Compliance with a foreign legal obligations, such as a whistle-blowing scheme required by the US Sarbanes-Oxley Act, are not considered "legal obligations," but they should qualify as legitimate interests.

While legal obligations and legitimate interests do not cover all potential use cases, they should cover most traditional financial crime processing. Some banks have been informing their clients that a legal obligation justifies their processing for AML and anti-fraud. Others have included legal obligations and/or legitimate interests as potential justifications for a laundry list of potential processing activities.

Financial institutions should use the remaining days before GDPR's effective date to provide the correct notifications to data subjects and confirm that their processing adequately falls under a defensible basis for processing. And with this basic housekeeping performed there is hopefully little disruption to their financial crime and compliance operations.

New research by BAE Systems has found that 74% of business customers think banks use machine learning and artificial intelligence to spot money laundering. In reality banks rely on human investigators to manually sift through alerts – a hard-to-believe fact selected only by 31% of respondents. This lack of automation and modern processes is having a major impact on efficiency and expense when it comes to the fight against money laundering.
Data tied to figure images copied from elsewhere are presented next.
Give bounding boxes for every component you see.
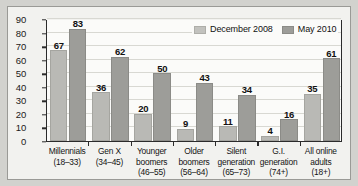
y-axis-tick-mark	[42, 33, 46, 34]
bar-value-label: 62	[115, 47, 125, 57]
y-axis-tick-label: 50	[0, 69, 26, 79]
gridline	[47, 72, 341, 73]
x-axis-category-label-line: Silent	[226, 146, 246, 156]
y-axis-tick-label: 60	[0, 56, 26, 66]
bar-value-label: 9	[183, 119, 188, 129]
y-axis-tick-mark	[42, 60, 46, 61]
bar: 11	[219, 126, 237, 141]
chart-card: 67833662205094311344163561 December 2008…	[7, 6, 351, 180]
chart-figure: 67833662205094311344163561 December 2008…	[0, 0, 358, 186]
bar: 50	[153, 73, 171, 141]
y-axis-tick-mark	[42, 114, 46, 115]
bar-value-label: 4	[268, 126, 273, 136]
y-axis-tick-mark	[42, 19, 46, 20]
bar: 9	[177, 129, 195, 141]
x-axis-category-label-line: Younger	[137, 146, 167, 156]
bar-value-label: 36	[96, 83, 106, 93]
bar: 61	[323, 58, 341, 141]
bar-value-label: 16	[284, 110, 294, 120]
bar: 43	[196, 83, 214, 141]
x-axis-category-label-line: Millennials	[49, 146, 86, 156]
bar: 35	[304, 94, 322, 141]
y-axis-tick-label: 30	[0, 97, 26, 107]
bar-value-label: 83	[73, 19, 83, 29]
bar-value-label: 50	[157, 64, 167, 74]
x-axis-category-label: All onlineadults(18+)	[296, 146, 346, 178]
gridline	[47, 45, 341, 46]
y-axis-tick-label: 70	[0, 42, 26, 52]
legend-item: May 2010	[282, 25, 337, 34]
y-axis-tick-mark	[42, 141, 46, 142]
gridline	[47, 59, 341, 60]
legend-swatch	[194, 26, 206, 34]
bar: 62	[111, 57, 129, 141]
bar-value-label: 43	[200, 73, 210, 83]
x-axis-category-label-line: adults	[296, 157, 346, 168]
gridline	[47, 86, 341, 87]
bar-value-label: 11	[223, 117, 232, 127]
plot-area: 67833662205094311344163561	[46, 20, 342, 142]
y-axis-tick-label: 20	[0, 110, 26, 120]
gridline	[47, 18, 341, 19]
x-axis-category-label-line: Gen X	[98, 146, 121, 156]
y-axis-tick-mark	[42, 74, 46, 75]
bar: 16	[280, 119, 298, 141]
bar-value-label: 20	[138, 104, 148, 114]
y-axis-tick-label: 40	[0, 83, 26, 93]
bar: 83	[69, 29, 87, 142]
bar: 34	[238, 95, 256, 141]
bar: 4	[261, 136, 279, 141]
bar-value-label: 35	[307, 84, 317, 94]
chart-legend: December 2008May 2010	[192, 24, 338, 35]
bar: 20	[134, 114, 152, 141]
x-axis-category-label-line: Older	[184, 146, 203, 156]
y-axis-tick-label: 90	[0, 15, 26, 25]
legend-swatch	[282, 26, 294, 34]
bar-value-label: 34	[242, 85, 252, 95]
gridline	[47, 113, 341, 114]
y-axis-tick-mark	[42, 101, 46, 102]
x-axis-category-label-line: All online	[305, 146, 337, 156]
y-axis-tick-label: 0	[0, 137, 26, 147]
x-axis-category-label-line: G.I.	[272, 146, 285, 156]
bar-value-label: 61	[326, 49, 336, 59]
x-axis-category-label-line: (18+)	[296, 167, 346, 178]
bar-value-label: 67	[54, 41, 64, 51]
y-axis-tick-label: 80	[0, 29, 26, 39]
y-axis-tick-label: 10	[0, 124, 26, 134]
bar: 36	[92, 92, 110, 141]
y-axis-tick-mark	[42, 128, 46, 129]
bar: 67	[50, 50, 68, 141]
legend-item: December 2008	[194, 25, 273, 34]
gridline	[47, 99, 341, 100]
y-axis-tick-mark	[42, 87, 46, 88]
legend-label: May 2010	[298, 25, 337, 34]
legend-label: December 2008	[210, 25, 273, 34]
y-axis-tick-mark	[42, 46, 46, 47]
Brian Ferro, Global Compliance Solutions Product Manager at BAE Systems Applied Intelligence, said: “Compliance investigators at banks can spend up to three days of their working week dealing with alerts – which most of the time are false positives.  By occupying key personnel with these manual tasks, banks are limiting the investigators’ role, impacting on their ability to stop criminal activity.”

Money laundering is known to fund and enable slavery, drug trafficking, terrorism, corruption and organised crime.  Three quarters (75%) of business customers surveyed see banks as central actors in the fight against money laundering. The penalty for failing to stop money laundering can be high for banks – and is not restricted to significant fines. When questioned, 26% of survey respondents said they would move their business’ banking away from a bank that had been found guilty and fined for serious and sustained money laundering that it had not identified.

Ferro continued: “For banks to be on the front foot against money laundering, their investigators need to be supported by machine intelligence. Simplifying, optimising and automating the sorting of these alerts to give human investigators more time is the single most valuable thing banks and the compliance industry can do in the fight against money launderers. Right now, small improvements in efficiency of the systems banks use to find laundering can yield huge results.

“At BAE Systems we use a combination of intelligence-led advanced analytics to track criminals through the world’s financial networks. By putting machine learning and artificial intelligence systems to work to narrow down the number of alerts, human investigators can concentrate on tasks more suited to their talents and insight.”